One of the most inspiring organizations I can think of, Architecture for Humanity, has recently launched the Open Architecture Network, an online platform for architects to collaborate on housing design solutions for developing nations. The site's FAQ outlines their mission:
"One billion people live in abject poverty. Four billion live in fragile but growing economies. One in seven people live in slum settlements. By 2020 it will be one in three. We don't need to choose between architecture or revolution. What we need is an architectural revolution."
The site contains tools, specs, and other documentation that allows architects from around the world to collaborate on open source solutions to designing housing and other structures for the developing world. Their work is quite often amazing - taking simple, local materials and building homes and clinics substantially more livable and beautiful than my New York studio.
As I understand it, the OAN represents a kind of return to the roots of Architecture for Humanity, which I once heard its founder Cameron Sinclair describe as the result of simply going out to the web and asking people to help solve the kinds of housing problems that traditional architecture had been unable to deal with.
There does seem to be a small but encouraging trend of open source ideas jumping from the digital to the physical world. One of the most promising that I've heard of recently is the Institute for OneWorld Health - to my knowledge the world's first nonprofit pharmaceutical company (about time). There is of course a difference between open source and simply nonprofit - as OneWorld Health's original drug product came from scouring databases of drugs whose patents had expired it does, in a sense, encompass both.
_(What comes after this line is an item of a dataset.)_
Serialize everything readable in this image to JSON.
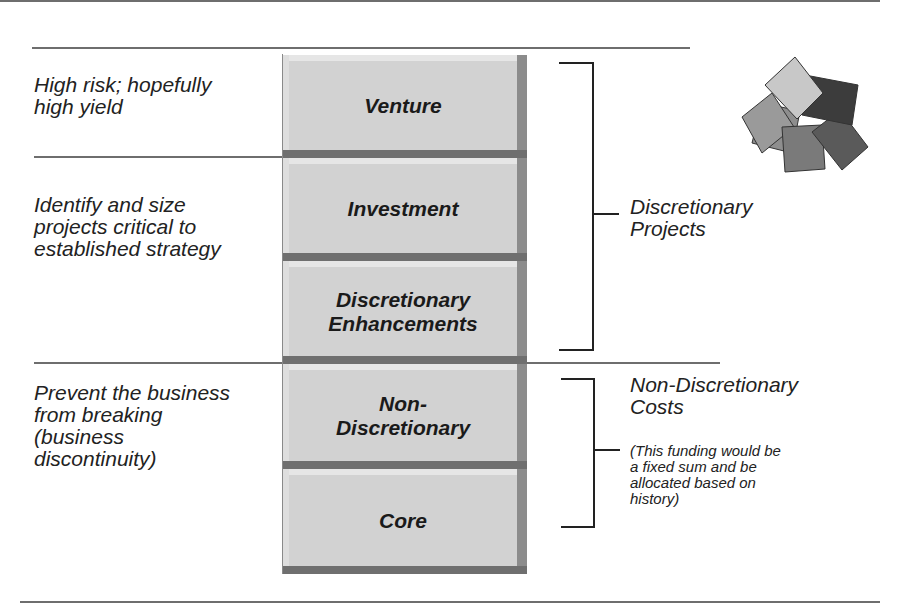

What gives me the most hope about these initiatives is only partially their direct benefit in terms of products. I am more excited by the fact that one of open source's main side-effects is education. If you need proof, how many of you learned HTML from hitting the 'view source' button? I don't think anyone can predict what kinds of revolutionary innovation will occur when millions of people in emerging economies are able to hit 'view source' on the institutions that hamper development.